How to set up ADB for remote machine development and local device deployment
Solution 1:
I had a similar situation. I work on a remote desktop for development but my android device is connected to my local laptop. I wanted to be able to use adb and the android plugin in eclipse on the remote desktop and connect to the device attached to my laptop. After searching on the internet and not finding anything that really helped, I decided to write a port forwarder that would do the trick. You can find it here. I hope it will be helpful to other people as well.
Solution 2:
Beginning Android 4.3 you can:
- Make
adb
server listen on all interfaces. You have two options:- Make gListen=1 and recompile
adb
(I have compiled it on Linux-x64 machine for you and put it here) - Start adb server with
-a
parameter:adb -a -P 5037 fork-server server&
- Make gListen=1 and recompile
- Use
adb
on your remote machine with extra parameter, e.g.adb -H <remote_host> shell
Solution 3:
Another setup for remote host + local device testing. This will be useful for lots of people working from home on a laptop, connected to their development host machine still in the office. Note that I assume both devhost/laptop are both running Unix, but other OSes will be able to run the commands on the command prompt/shell.
# Kill old adb server.
devhost$ adb kill-server
# Activate adb server on client
laptop$ adb start-server
# Start ssh tunnel. Hide/minimize this window not to close it by accident
laptop$ ssh -XC -R 5037:localhost:5037 <your devhost machine>
# Should work by now with the local device connected to the laptop
devhost$ adb logcat
Solution 4:
You can solve the issue by port forwarding.

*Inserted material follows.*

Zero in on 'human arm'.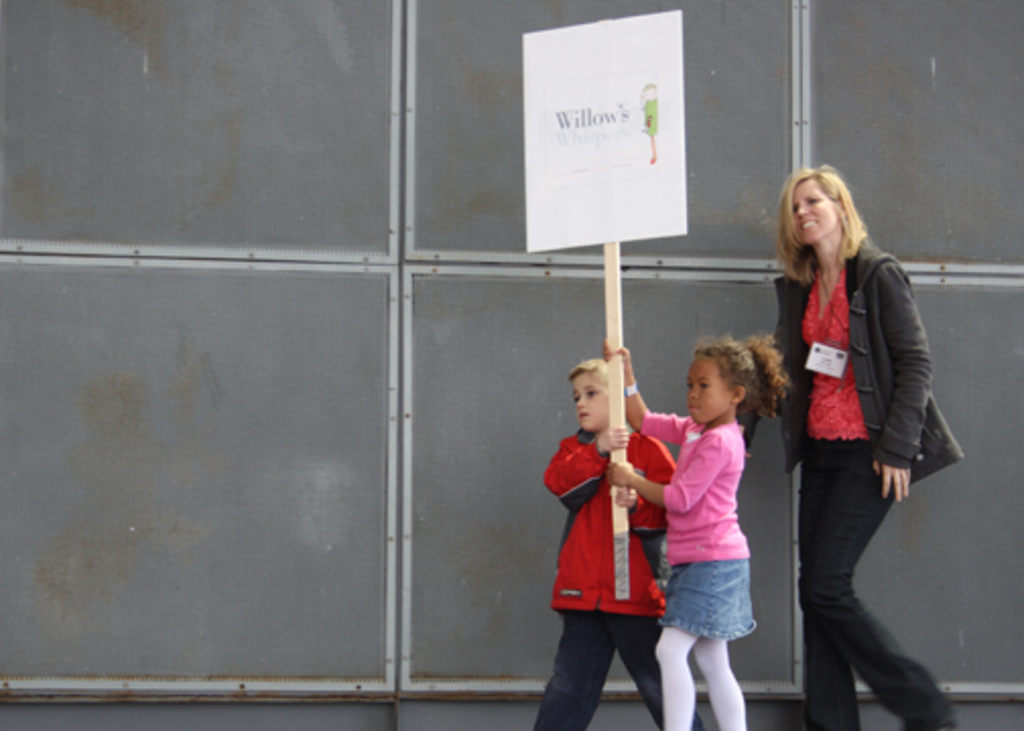
Zeroed in: left=876, top=270, right=931, bottom=502.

- Download Secure Shell app from the Chrome app store
- Connect to your machine (step-by-step setup)
- In this connection, disable adb server: adb kill-server
- Create a new port forwarding connection (same as a regular connection, but set the SSH Arguments field to: -N -R 5037:localhost:5037)

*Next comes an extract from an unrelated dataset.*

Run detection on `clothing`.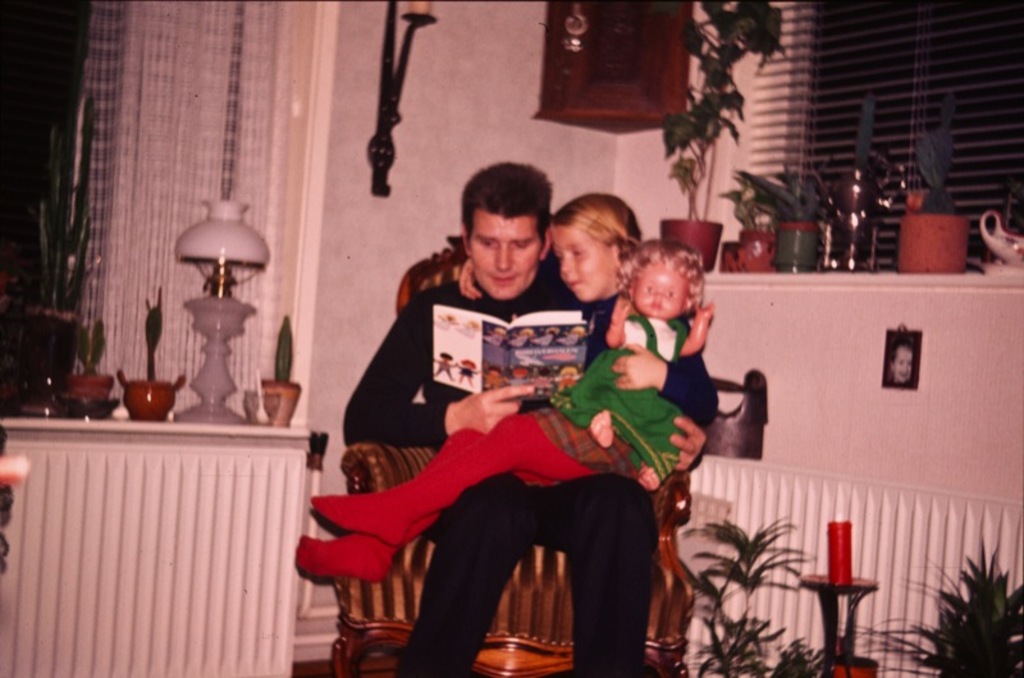
Result: 548 312 680 475.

- On your laptop, open up a terminal and enable adb server: adb start-server
Solution 5:
My situation required using a VM that is on a different network, but that I rmd into (an Azure VM). The VM and my local laptop are both running Windows 10. First, I had to install USB Redirector RDP Edition on my local machine (costs $80, but there might be free alternatives), then install the Google Android USB driver on the VM and the Universal Adb Driver on the VM. I'm now able to load an Android Studio App the project in Android Studio on the VM, connect an Android device on my laptop, and debug the app on the device.